In my own experience as a planning methods instructor for almost twenty years, academics tasked with teaching this material have a real challenge in finding the right book(s) for their classes. A good generalist’s planning textbook, Basic Methods of Policy Analysis and Planning’s major strength is its breadth, not its depth. For teachers and students looking for a textbook that covers very important ground on research design and fundamental planning methods, one will be well served by this book. As I noted earlier, I especially appreciate the authors’ commitment to underscoring the importance of politics in the realm of policy analysis. However, other books provide much greater detail on specific methods, such as Klosterman’s beloved, but dated, Community Analysis and Planning Techniques (Rowman and Littlefield, 1990), which provides an excellent overview of different forecasting and economic base analysis techniques. Similarly, Wang and vom Hofe’s very expensive Research Methods in Urban and Regional Planning (Springer 2007) offers a detailed look at demographic, economic, land use, and transportation methods. Perhaps the most apt comparison text is another book coauthored by Patton, with Bill Page at the University of Buffalo, Quick Answers to Quantitative Problems: A Pocket Primer (Academic Press, 1991), which offers brief, but useful, summaries of a number of core analytical methods. These books offer much more detail on specific methods than Basic Methods of Policy Analysis and Planning, but at the expense of material on research design, evaluation criteria, ethical challenges, and the politics of policy analysis.

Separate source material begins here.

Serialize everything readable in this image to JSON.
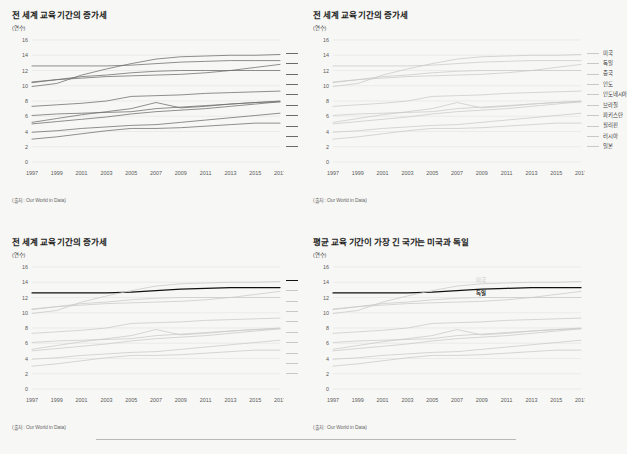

For more than two decades, Basic Methods of Policy Analysis and Planning has stood as a classic planning and policy analysis text, one used to educate thousands of students in planning, public administration, and other policy fields. The book’s reputation as a useful, if dry, textbook on the topic of policy analysis is well earned. The book sits in an easily accessible spot on my bookshelf, and it would represent a wise investment for any young policy analyst’s library. My hope is that the fourth edition gets published sooner than the twenty years between the second and third editions and that the next update brings visual flair, greater connections to current planning issues, updated and more compelling cases, and even more politics into the discussion. If these things occur, then Basic Methods of Policy Analysis and Planning might be just the policy analysis textbook we’ve all been looking for.